Mesolithic settlers in Ireland have been described by some archaeologists as leading 'an easy life' and being 'an affluent society' because there must have been food in abundance in the country at the time.
Ireland was densely wooded and most of the Mesolithic settlements that have been found were near the sea, rivers and lakes. Those early settlers could find food with little effort, gathering shellfish such as oysters, mussels, limpets and periwinkles on the shore. Excavations have shown that they also ate salmon, trout, other fish and eels. Of plant foods, they ate large quantities of hazelnuts which can be stored for winter. They ate seeds, especially water-lily seeds and they may have eaten birds' eggs as well as leaves, roots and small creatures we no longer eat today.
They hunted, especially in winter, for wild pig, hare, pigeon, duck and grouse and they probably moved around to some extent according to the season.

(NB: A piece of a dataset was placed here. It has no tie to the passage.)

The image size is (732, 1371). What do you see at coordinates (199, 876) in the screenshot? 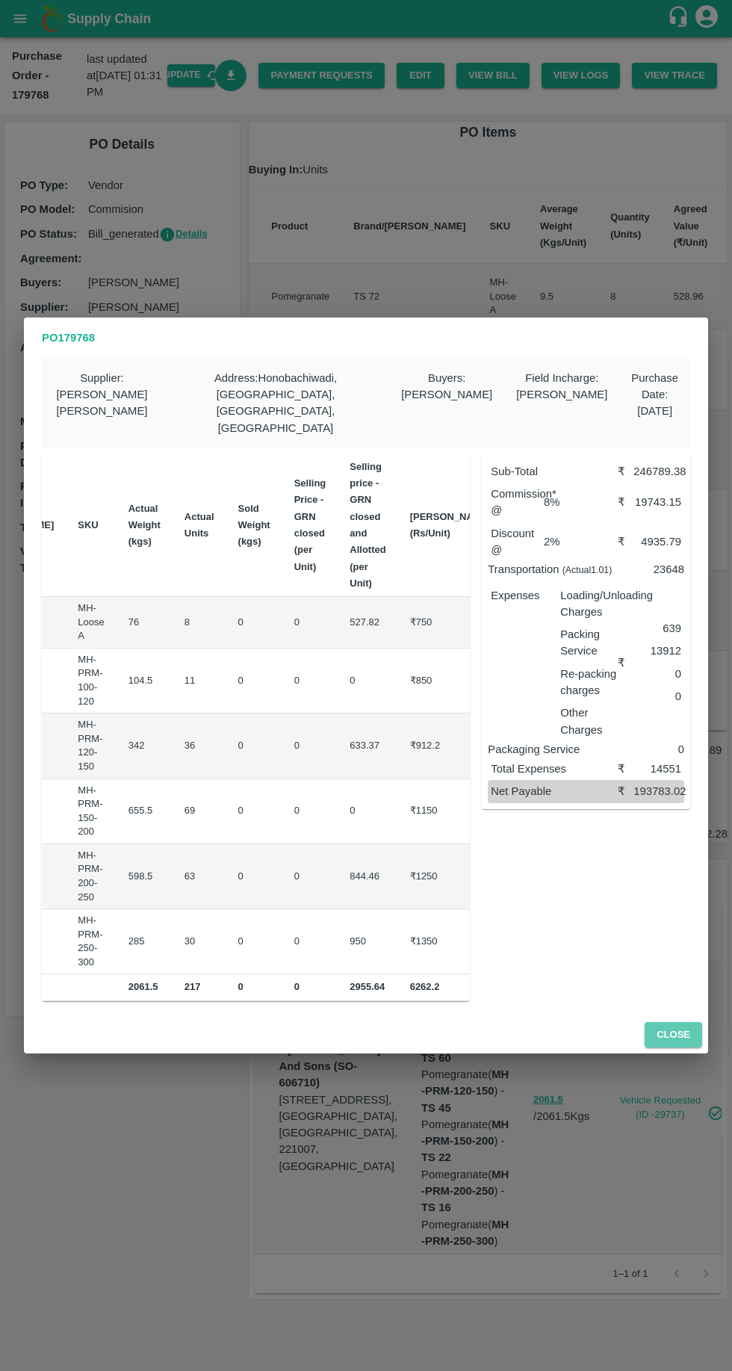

But the stereotype of 'man-the-hunter' on whom society was totally dependant, seems unfounded as it is now believed that most food was gained by gathering, an activity in which women, men and even children could co-operate.

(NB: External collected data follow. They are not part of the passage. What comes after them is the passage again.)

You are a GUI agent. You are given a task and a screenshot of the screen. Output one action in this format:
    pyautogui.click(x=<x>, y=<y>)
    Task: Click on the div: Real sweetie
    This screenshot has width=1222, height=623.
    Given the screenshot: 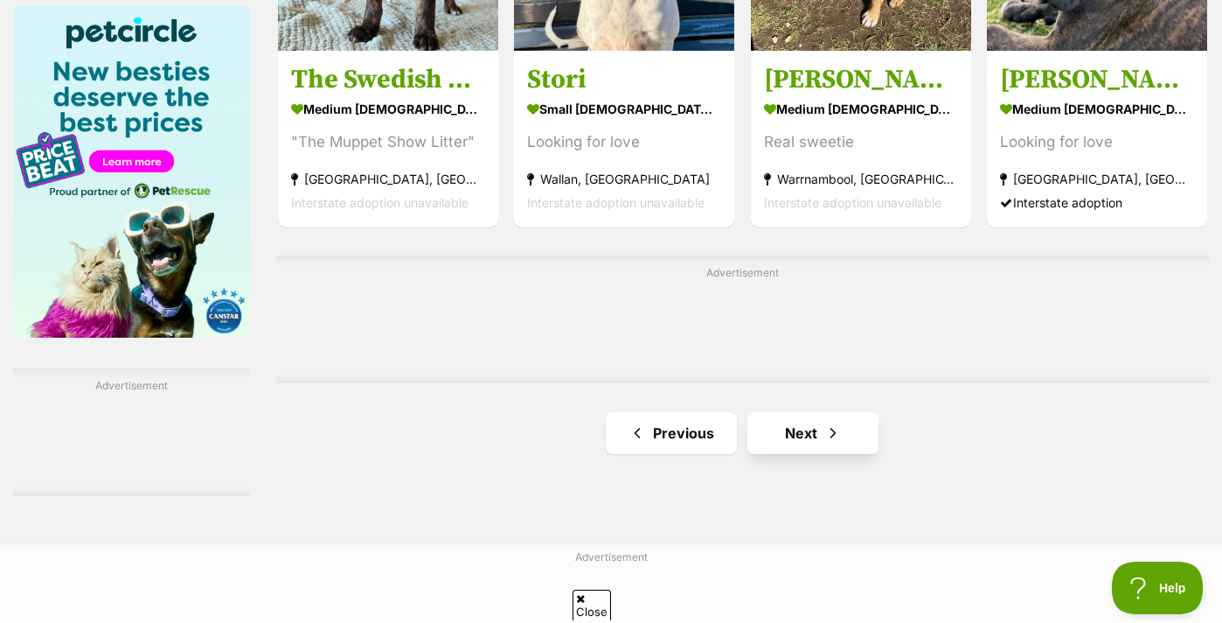 What is the action you would take?
    pyautogui.click(x=861, y=142)
    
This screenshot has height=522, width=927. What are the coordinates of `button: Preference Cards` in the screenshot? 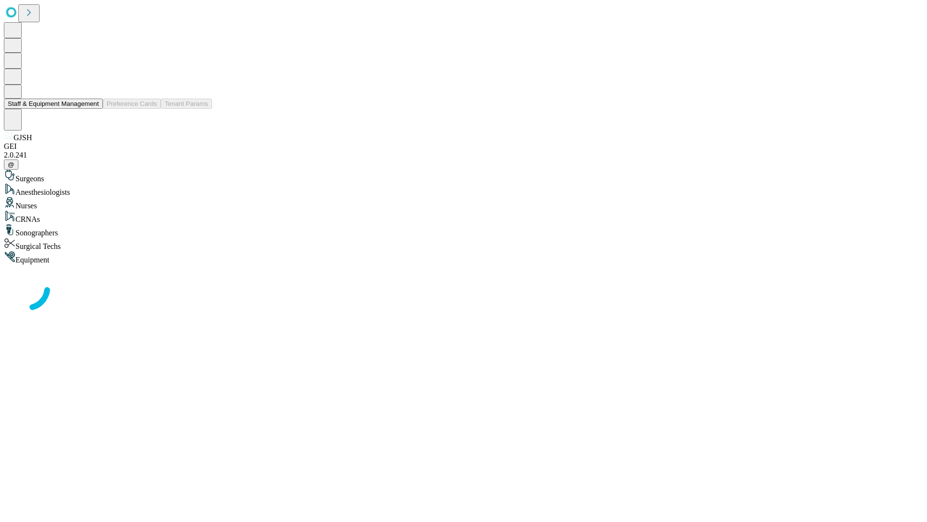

Indeed, because of the generally better preservation of bone on archaeological sites, compared to that of plant foods, it may well be that the importance of hunting in temperate Europe has been overestimated. Gabriel Cooney and Eoin Grogan, Irish prehistory: a social perspective, Dublin, 1994, p. 7. |
Archaeologists have found post holes of their huts set at an angle, showing that they lived in dome-shaped huts most likely covered with sods or animal skins. Their clothes were probably made from skins also; neither flax nor sheep's wool were available in Ireland as yet, but they may have used other natural fibres and materials.
With tools made from flint, chert, wood and bone, they cleaned and peeled vegetables and fruit, shelled nuts and ground seeds. They hunted and fished, lit fires and cooked and they may have known how to preserve food by salting, drying or smoking. They drew water and scraped, cured and sewed skins for clothes and shelter and built and repaired their huts. No evidence of their burial customs has yet been found in Ireland.
Early Mesolithic axehead
From Lake Boora, Co.Offaly National Museum of Ireland |
Simple knife made from Bann flake, moss and string
National Museum of Ireland |
Mesolithic house being built - modern reconstruction
Courtesy Irish National Heritage Park, Ferrycarrig, Wexford |
Archaeology provides limited information about the social life and culture of prehistoric peoples but anthropologists have studied groups leading similar lifestyles in modern times.
Anthropologists have found that the status of women is regularly higher in forager groups than in any other type … Their organisation is based on equality between individuals and between sexes … One key to this equality is the lack of private property or possessions within the society, and the impossibility for the nomadic forager band of storing food. One person cannot therefore own more than another, nor can dependence or debt to another build up in a way which makes oppression and submission a likely outcome. Margaret Ehrenberg, Women in Prehistory, London, 1989, p. 65. |
We can only speculate and never really be sure about the kind of society that obtained in Ireland during the Mesolithic era.